Many recruiters we meet believe that their value to their organization is predominately in identifying and bringing good candidates to the table. Yes, this is certainly your role (it says so in your job description), but it is only a part of your value.
Your value — what you can get done — depends on increasing your influence and strengthening your reputation. And part of that is presentation: not so much what you say but how you say it.
Presentation skills, or a person’s “presentation” is a package; a combination of tangible and intangible behaviors and skills, including:
- How you perform “on your feet”
- Appearance
- Poise
- Knowledge
- Preparation
- Value
How are you known in your organization? Are you known as someone who:
- Gets things done?
- Challenges the hiring manager to think about what is needed, what skills are required, what skills are nice to have, and what skills could be important that the hiring manager hasn’t considered?
- Presents candidates that match the considerations presented above?
- Is confident and behaves as if the hiring manager was a peer?
- Is as impressive “off-stage” as “on-stage”?
- Demonstrates emotional intelligence?
How you are known molds your influence and reputation. And how you establish and reinforce how you are known is through your presentation.
Some recruiters we’ve talked to don’t believe this is possible. They believe their job is only to find and recruit good candidates. Well, there is one thing about beliefs: what you believe is what you are. This is more than pop psychology because we have seen and worked with some very influential and highly successful recruiters.
To further explore and develop your presentation, it is beneficial to understand that it includes four skill domains:
- Business Skills
- Leadership Skills
- Interpersonal Skills
- Intrapersonal Skills
Business Skills include: general knowledge of recruiting, talent management, the industry, and the developing trends. It also includes a knowledge of how business works, both yours and others in the industry. The value is to be able to talk with the hiring manager about business trends, how recruiting fits in, how other firms are handling their recruiting challenges, and how to explain the imbalance in talent availability across different industries.
Leadership Skills include your ability to influence the hiring manager and the organization and the ability to think and present a big-picture, high-impact or more strategic approach to recruiting. Such as, why talent management is important and why such issues as the connection between onboarding and employee satisfaction with their supervisor impact retention. Also, leadership skills include how to deal with a hiring manager who has a poor retention record. Recruiters do not have positional authority, so their leadership skills are developed through and applied in their ability to influence.
Interpersonal Skills include: how you communicate with peers, candidates, vendors, hiring managers, and your boss. It also includes your relationship and social skills. Interpersonal skills are the window through which others see you.
Intrapersonal Skills are basically self-management skills. From how you direct and correct your thinking, to your day-to-day practices in accomplishing tasks to how you run your day and take care of and handle yourself in the process.
Strengthening presentation starts with awareness: being aware that presentation is important and is larger than a one-shot deal and being aware of what constitutes presentation. But change doesn’t happen with awareness alone. Change happens when awareness meets caring (enough to do something about it) and right action.
We can be aware, we can care, but perhaps we may not know what to do, or more importantly, what is preventing us from taking action in the first place. In our work, we have found there are nine common behavioral categories that impact our ability to take action:
- Fear
- Relationship-building
- Responsiveness
- Overselling
- Quitting
- Perfection
- Personal Beliefs
- Focus Management
- Impression Management
These behavior categories are distributed across the four skill domains; however, a lion’s share sits in the intrapersonal domain, which predominantly reflects our personal habits, patterns, and preferences as they converge in our work.
Take a personal inventory. Assess how you believe you are seen in the organization and consider yourself in each of the behavior categories and across the four domains. And understand that improving your presentation skills is a process, not an event. It starts with awareness and a sincere desire (and belief) that your presentation skills can be improved. The benefit will be more influence and a stronger reputation, which will enable greater results and increase your value to others, both inside and outside of your organization.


Write the data below out again, exactly as each line reads.

——————————

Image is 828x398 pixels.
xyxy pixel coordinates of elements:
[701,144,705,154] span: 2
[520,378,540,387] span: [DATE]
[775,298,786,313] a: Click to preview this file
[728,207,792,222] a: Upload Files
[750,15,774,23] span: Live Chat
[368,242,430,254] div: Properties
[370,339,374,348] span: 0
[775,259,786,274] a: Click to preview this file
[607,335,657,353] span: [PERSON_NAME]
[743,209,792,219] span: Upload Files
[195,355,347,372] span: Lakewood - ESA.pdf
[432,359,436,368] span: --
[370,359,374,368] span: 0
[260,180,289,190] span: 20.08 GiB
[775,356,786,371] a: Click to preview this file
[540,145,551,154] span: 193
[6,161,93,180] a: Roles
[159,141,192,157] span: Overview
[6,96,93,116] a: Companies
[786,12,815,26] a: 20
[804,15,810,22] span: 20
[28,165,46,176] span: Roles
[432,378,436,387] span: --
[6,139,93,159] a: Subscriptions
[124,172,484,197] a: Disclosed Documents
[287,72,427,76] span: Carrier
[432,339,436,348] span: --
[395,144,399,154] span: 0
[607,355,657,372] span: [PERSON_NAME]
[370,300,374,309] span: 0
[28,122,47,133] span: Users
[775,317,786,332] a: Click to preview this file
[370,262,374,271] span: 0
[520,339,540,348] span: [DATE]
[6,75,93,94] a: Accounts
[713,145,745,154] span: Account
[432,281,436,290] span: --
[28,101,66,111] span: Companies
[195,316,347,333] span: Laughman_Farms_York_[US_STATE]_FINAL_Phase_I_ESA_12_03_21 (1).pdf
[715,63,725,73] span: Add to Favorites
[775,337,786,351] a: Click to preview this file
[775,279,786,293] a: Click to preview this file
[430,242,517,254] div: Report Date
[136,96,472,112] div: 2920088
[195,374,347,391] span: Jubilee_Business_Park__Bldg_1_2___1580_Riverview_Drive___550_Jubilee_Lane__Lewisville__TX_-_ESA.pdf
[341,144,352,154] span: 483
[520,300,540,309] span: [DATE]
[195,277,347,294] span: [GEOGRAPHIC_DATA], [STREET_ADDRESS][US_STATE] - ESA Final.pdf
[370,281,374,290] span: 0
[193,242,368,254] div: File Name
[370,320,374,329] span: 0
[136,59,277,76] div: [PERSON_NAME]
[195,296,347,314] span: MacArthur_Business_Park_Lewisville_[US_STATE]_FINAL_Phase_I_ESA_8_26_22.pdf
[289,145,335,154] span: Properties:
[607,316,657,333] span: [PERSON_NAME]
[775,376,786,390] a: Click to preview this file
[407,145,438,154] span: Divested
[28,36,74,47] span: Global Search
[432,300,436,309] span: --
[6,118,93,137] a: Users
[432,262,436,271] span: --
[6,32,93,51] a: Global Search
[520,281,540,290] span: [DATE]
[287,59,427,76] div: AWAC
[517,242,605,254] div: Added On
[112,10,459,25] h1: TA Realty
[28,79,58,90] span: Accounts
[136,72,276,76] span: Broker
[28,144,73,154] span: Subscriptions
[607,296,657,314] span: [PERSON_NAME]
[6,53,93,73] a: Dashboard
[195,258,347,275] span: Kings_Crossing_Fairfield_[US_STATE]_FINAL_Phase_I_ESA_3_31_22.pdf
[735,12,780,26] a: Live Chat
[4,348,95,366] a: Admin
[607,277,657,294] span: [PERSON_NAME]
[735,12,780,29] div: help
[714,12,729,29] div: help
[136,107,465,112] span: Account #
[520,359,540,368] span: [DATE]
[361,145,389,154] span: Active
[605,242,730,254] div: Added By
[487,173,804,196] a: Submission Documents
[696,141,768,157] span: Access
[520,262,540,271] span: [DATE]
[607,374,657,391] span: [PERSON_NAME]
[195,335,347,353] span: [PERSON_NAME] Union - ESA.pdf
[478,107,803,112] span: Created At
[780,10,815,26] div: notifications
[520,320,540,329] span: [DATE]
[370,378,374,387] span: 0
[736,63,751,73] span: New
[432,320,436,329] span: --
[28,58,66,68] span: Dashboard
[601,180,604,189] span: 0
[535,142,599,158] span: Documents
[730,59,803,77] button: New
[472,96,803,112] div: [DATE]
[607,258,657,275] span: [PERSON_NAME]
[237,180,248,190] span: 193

——————————

» **YOUR RESPONSE**
Image is 828x398 pixels.
xyxy pixel coordinates of elements:
[701,144,705,154] span: 2
[520,378,540,387] span: [DATE]
[775,298,786,313] a: Click to preview this file
[728,207,792,222] a: Upload Files
[750,15,774,23] span: Live Chat
[368,242,430,254] div: Properties
[370,339,374,348] span: 0
[775,259,786,274] a: Click to preview this file
[607,335,657,353] span: [PERSON_NAME]
[743,209,792,219] span: Upload Files
[195,355,347,372] span: Lakewood - ESA.pdf
[432,359,436,368] span: --
[370,359,374,368] span: 0
[260,180,289,190] span: 20.08 GiB
[775,356,786,371] a: Click to preview this file
[540,145,551,154] span: 193
[6,161,93,180] a: Roles
[159,141,192,157] span: Overview
[6,96,93,116] a: Companies
[786,12,815,26] a: 20
[804,15,810,22] span: 20
[28,165,46,176] span: Roles
[432,378,436,387] span: --
[6,139,93,159] a: Subscriptions
[124,172,484,197] a: Disclosed Documents
[287,72,427,76] span: Carrier
[432,339,436,348] span: --
[395,144,399,154] span: 0
[607,355,657,372] span: [PERSON_NAME]
[370,300,374,309] span: 0
[28,122,47,133] span: Users
[775,317,786,332] a: Click to preview this file
[370,262,374,271] span: 0
[520,339,540,348] span: [DATE]
[6,75,93,94] a: Accounts
[713,145,745,154] span: Account
[432,281,436,290] span: --
[28,101,66,111] span: Companies
[195,316,347,333] span: Laughman_Farms_York_[US_STATE]_FINAL_Phase_I_ESA_12_03_21 (1).pdf
[715,63,725,73] span: Add to Favorites
[775,337,786,351] a: Click to preview this file
[775,279,786,293] a: Click to preview this file
[430,242,517,254] div: Report Date
[136,96,472,112] div: 2920088
[195,374,347,391] span: Jubilee_Business_Park__Bldg_1_2___1580_Riverview_Drive___550_Jubilee_Lane__Lewisville__TX_-_ESA.pdf
[341,144,352,154] span: 483
[520,300,540,309] span: [DATE]
[195,277,347,294] span: [GEOGRAPHIC_DATA], [STREET_ADDRESS][US_STATE] - ESA Final.pdf
[370,281,374,290] span: 0
[193,242,368,254] div: File Name
[370,320,374,329] span: 0
[136,59,277,76] div: [PERSON_NAME]
[195,296,347,314] span: MacArthur_Business_Park_Lewisville_[US_STATE]_FINAL_Phase_I_ESA_8_26_22.pdf
[289,145,335,154] span: Properties:
[607,316,657,333] span: [PERSON_NAME]
[775,376,786,390] a: Click to preview this file
[407,145,438,154] span: Divested
[28,36,74,47] span: Global Search
[432,300,436,309] span: --
[6,118,93,137] a: Users
[432,262,436,271] span: --
[6,32,93,51] a: Global Search
[520,281,540,290] span: [DATE]
[287,59,427,76] div: AWAC
[517,242,605,254] div: Added On
[112,10,459,25] h1: TA Realty
[28,79,58,90] span: Accounts
[136,72,276,76] span: Broker
[28,144,73,154] span: Subscriptions
[607,296,657,314] span: [PERSON_NAME]
[6,53,93,73] a: Dashboard
[195,258,347,275] span: Kings_Crossing_Fairfield_[US_STATE]_FINAL_Phase_I_ESA_3_31_22.pdf
[735,12,780,26] a: Live Chat
[4,348,95,366] a: Admin
[607,277,657,294] span: [PERSON_NAME]
[735,12,780,29] div: help
[714,12,729,29] div: help
[136,107,465,112] span: Account #
[520,359,540,368] span: [DATE]
[361,145,389,154] span: Active
[605,242,730,254] div: Added By
[487,173,804,196] a: Submission Documents
[696,141,768,157] span: Access
[520,262,540,271] span: [DATE]
[607,374,657,391] span: [PERSON_NAME]
[195,335,347,353] span: [PERSON_NAME] Union - ESA.pdf
[478,107,803,112] span: Created At
[780,10,815,26] div: notifications
[520,320,540,329] span: [DATE]
[370,378,374,387] span: 0
[736,63,751,73] span: New
[432,320,436,329] span: --
[28,58,66,68] span: Dashboard
[601,180,604,189] span: 0
[535,142,599,158] span: Documents
[730,59,803,77] button: New
[472,96,803,112] div: [DATE]
[607,258,657,275] span: [PERSON_NAME]
[237,180,248,190] span: 193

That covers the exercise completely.